99 Homes
“99 Homes” is an earnest little drama that focuses on the foreclosure craze during the Great Recession. It shows how the will to survive can be gradually bended into a willingness to exploit the tragedies of others for personal gain. It’s a deliberately discomfiting portrait of how the line between victim and victimizer can easily blur.
Andrew Garfield is solid and empathetic as Dennis Nash, the true-blue-collar guy who gets evicted from his house, then goes to work for the real estate mogul who threw him out, eventually morphing into his right-hand lackey and reflection.
But Michael Shannon utterly steals the show as his boss, Rick Carver — a conniving, contemptible yet surprisingly human figure.
Rick’s a cannibal who feels compelled to justify his actions even as he’s employing his teeth to strip the bones. He’s part Donald Trump, dividing the world into admirable winners and wretched losers; part pathetic Willy Loman, so fearful of a fall from grace that he invites it; and part Blake, Alec Baldwin’s wolfen character from “Glengarry Glen Ross,” slavering for his prey.
This is a tiny picture that I hope Oscar voters will remember when it comes time for voting on nominations. Shannon assuredly deserves a spot on the supporting actors’ list.

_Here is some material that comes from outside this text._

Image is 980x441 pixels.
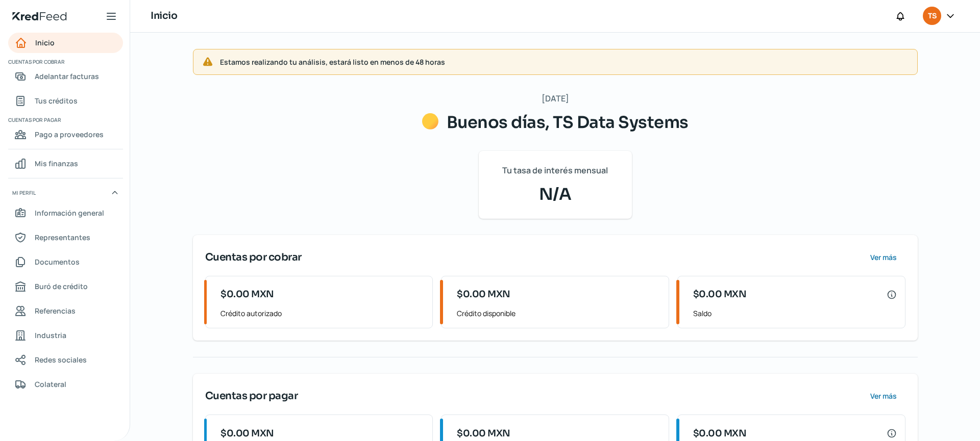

The story is set circa 2010 in Orlando, Fla. — my own hometown. I can remember people back home talking about seeing at least two foreclosure signs on every block, whether houses were in the $70,000s or the $700,000s. Places like O-Town and Phoenix, Ariz., were the hot spots for the real estate bubble, with overheated prices producing the most precipitous drops when the bottom fell out.
Dennis is a construction guy, single dad, who lives with his son, Connor (Noah Lomax), and mom (Laura Dern) in a low-roofed bungalow — the sort of crowded, low-cost housing that fueled Florida’s population boom in the 1950s and '60s. Work’s been scanty since the real estate bubble popped, so when they get behind on their mortgage payments the courts are quick to whip out the foreclosure card.
In a harrowing scene, Dennis and his brood are summarily thrown out of the family dwelling, their stuff piled up on the lawn by riff-raff workers, with rent-a-cops warning them of a trip to jail if they don’t comply. Rick is calling the shots, though he pretends to be just the guy with the clipboard carrying out orders. The energy is real and nervy, with everyone resorting to that sort of false politeness — “Yes, sir,” “No, ma’am,” — when they’d really like to take a swing at each other.
They pack up their stuff to a rundown motel, which houses a thriving community of evictees, all convinced they’ll move back into their own home any day now. Dennis catches a break when he stumbles upon Rick and is offered $50 to help out with a vacant property that has been befouled. He possesses enough self-worth left to haggle the nasty job up to $250 and Rick recognizes a hunger he can harness.
“Don’t get emotional about real estate,” Rick intones. “They’re boxes.”
Soon enough, Dennis himself is the one holding the clipboard, running his own crews, talking people into easing their keys into his hand, waving in the police to strong-arm it when required. Rick shows him how to work the grayish angles between private commerce and government subsidy, snagging whopping checks from Fannie Mae by covertly shuffling around appliances and AC’s.
(Air conditioning, for those not in the know, is practically a religion in the Sunshine State, and all must tithe.)
Written (along with Amir Naderi) and directed by Ramin Bahrani, “99 Homes” gets a bit fat in the second half, as the plot plays out its preordained contretemps between diabolical mentor and soul-searching mentee. But it manages to powerfully illustrate the human toll of the foreclose-and-flip game, just as we’ve started to forget the shenanigans and, thereby, open the door to them again.